The company’s international footprint now reaches across the MENA region, Europe and North America, with products sold in markets including Jordan, Lebanon, Libya, Tunisia, Germany, the UK, Canada and the United States. Yet even as its export profile grows, Rich Bake remains firmly committed to Egypt as its manufacturing base.
“We still believe that Egypt is a low-cost and good place for manufacturing,” Hobeika says. “Our strategy is to grow our capabilities within Egypt and export more outside.”
“It became like an Egyptian pride to have the product reaching those markets.”
Gilbert Hobeika, CEO, Rich Bake
A New Manufacturing Era
That belief in Egypt’s manufacturing potential is shaping Rich Bake’s next major phase of investment. The company has acquired land and is finalising approvals for a new highly automated manufacturing facility, expected to become operational between 2028 and 2029.

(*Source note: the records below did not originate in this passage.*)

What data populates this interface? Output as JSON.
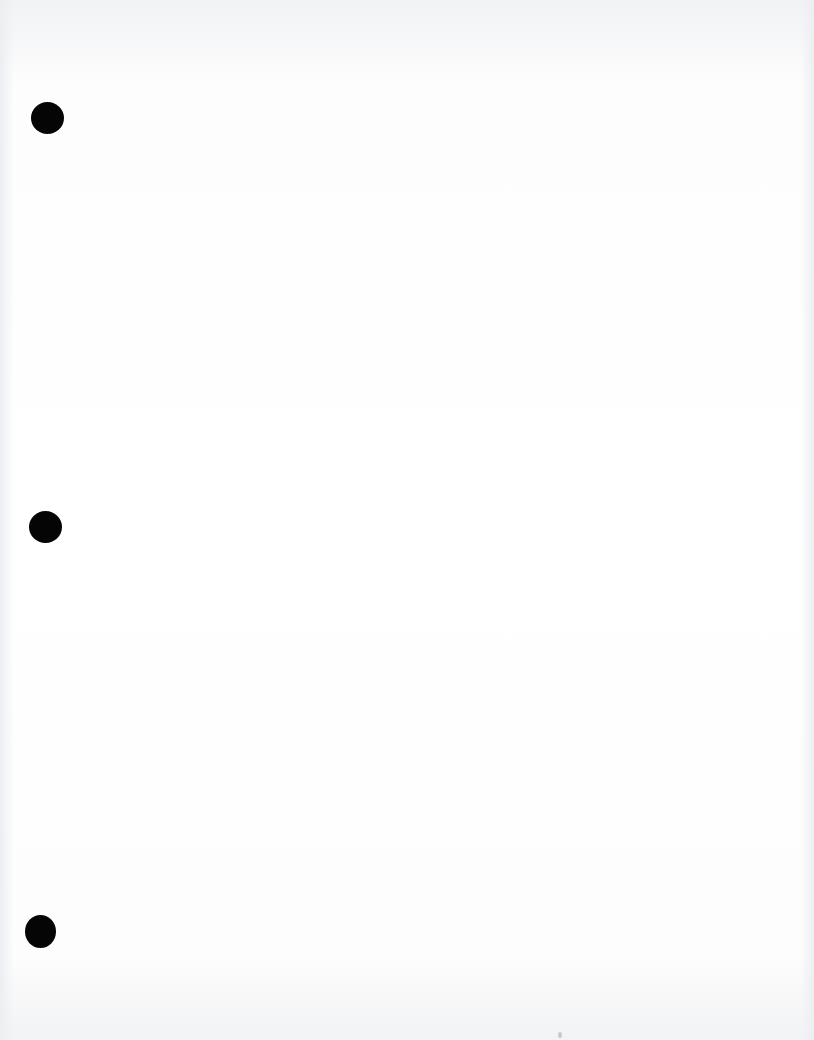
{
  "page": {
    "type": "blank scanned sheet",
    "background_color": "#ffffff",
    "text_content": ""
  },
  "punch_holes": [
    {
      "position": "top",
      "color": "#050505"
    },
    {
      "position": "middle",
      "color": "#050505"
    },
    {
      "position": "bottom",
      "color": "#050505"
    }
  ]
}
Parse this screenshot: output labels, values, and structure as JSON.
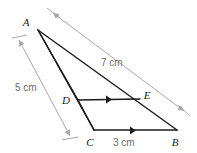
{
  "figure": {
    "background_color": "#ffffff",
    "shape_stroke_color": "#1a1a1a",
    "dimension_stroke_color": "#a8a8a8",
    "label_color": "#1a1a1a",
    "measure_color": "#6b6b6b",
    "vertices": [
      {
        "name": "A",
        "label": "A",
        "x": 38,
        "y": 30,
        "label_x": 26,
        "label_y": 26
      },
      {
        "name": "D",
        "label": "D",
        "x": 78,
        "y": 100,
        "label_x": 64,
        "label_y": 104
      },
      {
        "name": "E",
        "label": "E",
        "x": 140,
        "y": 99,
        "label_x": 136,
        "label_y": 101
      },
      {
        "name": "C",
        "label": "C",
        "x": 94,
        "y": 130,
        "label_x": 86,
        "label_y": 144
      },
      {
        "name": "B",
        "label": "B",
        "x": 177,
        "y": 130,
        "label_x": 172,
        "label_y": 144
      }
    ],
    "segments": [
      {
        "name": "side-AB",
        "from": "A",
        "to": "B",
        "style": "solid"
      },
      {
        "name": "side-AC",
        "from": "A",
        "to": "C",
        "style": "solid"
      },
      {
        "name": "side-CB",
        "from": "C",
        "to": "B",
        "style": "solid"
      },
      {
        "name": "segment-DE",
        "from": "D",
        "to": "E",
        "style": "solid"
      },
      {
        "name": "segment-DC",
        "from": "D",
        "to": "C",
        "style": "solid"
      },
      {
        "name": "segment-EB",
        "from": "E",
        "to": "B",
        "style": "solid"
      }
    ],
    "parallel_marks": [
      {
        "name": "parallel-mark-de",
        "on": "segment-DE"
      },
      {
        "name": "parallel-mark-cb",
        "on": "segment-CB"
      }
    ],
    "measurements": [
      {
        "name": "measure-ab",
        "value": "7 cm",
        "measures": "AB",
        "text_x": 101,
        "text_y": 66,
        "rotation": 0,
        "line": {
          "x1": 53,
          "y1": 13,
          "x2": 184,
          "y2": 111
        }
      },
      {
        "name": "measure-ac",
        "value": "5 cm",
        "measures": "AC",
        "text_x": 15,
        "text_y": 91,
        "rotation": 0,
        "line": {
          "x1": 19,
          "y1": 40,
          "x2": 70,
          "y2": 136
        }
      },
      {
        "name": "measure-cb",
        "value": "3 cm",
        "measures": "CB",
        "text_x": 113,
        "text_y": 144,
        "rotation": 0,
        "line": null
      }
    ]
  }
}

The site is projected to triple production capacity and could represent an investment approaching $100 million.
For Rich Bake, the new facility is not simply about producing more. It is about creating a stronger industrial platform capable of supporting future growth, improving efficiency, expanding exports and reinforcing the company’s position as one of Egypt’s leading bakery manufacturers.

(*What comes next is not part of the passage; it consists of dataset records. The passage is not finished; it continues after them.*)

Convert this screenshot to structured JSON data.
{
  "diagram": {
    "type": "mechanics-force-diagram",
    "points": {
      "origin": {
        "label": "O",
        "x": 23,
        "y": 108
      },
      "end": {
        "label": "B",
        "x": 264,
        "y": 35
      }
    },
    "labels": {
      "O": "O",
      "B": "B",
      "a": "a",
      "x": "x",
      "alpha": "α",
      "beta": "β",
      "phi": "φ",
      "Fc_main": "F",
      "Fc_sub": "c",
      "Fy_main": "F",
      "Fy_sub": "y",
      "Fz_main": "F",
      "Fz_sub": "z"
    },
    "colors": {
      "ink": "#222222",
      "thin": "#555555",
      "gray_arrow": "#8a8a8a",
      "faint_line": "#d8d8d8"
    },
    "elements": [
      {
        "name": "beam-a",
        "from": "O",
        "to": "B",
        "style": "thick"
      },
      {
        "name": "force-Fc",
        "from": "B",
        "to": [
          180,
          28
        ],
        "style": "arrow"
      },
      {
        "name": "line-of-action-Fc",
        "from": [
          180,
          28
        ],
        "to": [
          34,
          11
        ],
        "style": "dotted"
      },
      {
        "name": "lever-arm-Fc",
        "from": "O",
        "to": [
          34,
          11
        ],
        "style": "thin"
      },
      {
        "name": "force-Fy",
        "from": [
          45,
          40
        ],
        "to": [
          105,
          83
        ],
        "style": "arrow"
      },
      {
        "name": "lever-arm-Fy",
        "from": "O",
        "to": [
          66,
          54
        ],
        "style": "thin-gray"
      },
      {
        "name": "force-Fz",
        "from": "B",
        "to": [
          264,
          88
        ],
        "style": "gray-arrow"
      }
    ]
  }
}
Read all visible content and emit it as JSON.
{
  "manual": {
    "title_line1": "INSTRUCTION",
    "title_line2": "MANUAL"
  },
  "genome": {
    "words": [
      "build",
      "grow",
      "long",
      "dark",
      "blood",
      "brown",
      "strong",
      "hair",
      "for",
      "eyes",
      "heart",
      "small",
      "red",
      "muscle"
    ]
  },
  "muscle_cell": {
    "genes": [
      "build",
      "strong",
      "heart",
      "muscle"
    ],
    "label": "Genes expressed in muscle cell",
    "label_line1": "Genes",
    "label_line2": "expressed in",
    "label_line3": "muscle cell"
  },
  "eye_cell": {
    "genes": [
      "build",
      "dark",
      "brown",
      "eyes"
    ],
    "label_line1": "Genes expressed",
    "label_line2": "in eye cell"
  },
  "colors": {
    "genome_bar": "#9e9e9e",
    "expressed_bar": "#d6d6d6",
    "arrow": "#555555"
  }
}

The journey to this point has not been simple. Much of the company’s recent growth has been self-funded. During the early stages of the turnaround, banks were hesitant to support the business, forcing Rich Bake to rely on operational optimisation, supplier confidence and internal cash flow to continue investing.
“We had to survive by ourselves,” Hobeika says. “When you prove yourself that you can sustain and grow, then you can have the biggest push to grow further.”
As the company stabilised and growth accelerated, financial institutions began to return. Today, Rich Bake is actively engaging with banks and strategic partners to support its next phase of expansion.
Growth With Responsibility
Alongside production growth and export ambition, Rich Bake is embedding broader ESG initiatives across the business. The company has introduced women into its production lines for the first time, partnered with technical schools across Egypt to support workforce education, and launched sustainability initiatives focused on solar energy, water reuse and carbon reduction.
These initiatives reflect a wider philosophy within the organisation. For Rich Bake, growth is not only about volume. It is about building a more resilient industrial business, supporting local communities, developing future talent and creating a platform capable of long-term impact.
In a sector shaped by volatility, tight margins and essential consumer demand, resilience matters. Rich Bake’s recent turnaround demonstrates how a company rooted in tradition can adapt to pressure, invest through uncertainty and reposition itself for a new phase of growth.
“When you prove yourself that you can sustain and grow, then you can have the biggest push to grow further.”
Gilbert Hobeika, CEO, Rich Bake

A Product Rooted in Heritage, Built for the Future
For Business Enquirer, Rich Bake represents more than a bakery success story. It reflects the intersection of resilience, innovation and industrial transformation within one of the region’s most strategically important food sectors.
The company has taken a product deeply rooted in Egyptian daily life and reimagined it for modern consumers, international markets and evolving nutritional expectations. From packaged toast bread to healthier bakery alternatives, from frozen supply chains to long-shelf-life baladi bread, Rich Bake is proving that even the most traditional industries still have space for reinvention.
And at the centre of that story is a product as old as civilisation itself.
Bread may be one of the world’s most familiar foods, but Rich Bake’s journey shows that familiarity does not have to mean limitation. From Egypt’s daily tables to supermarket shelves across the world, the company is taking a product built on heritage and giving it a future beyond borders.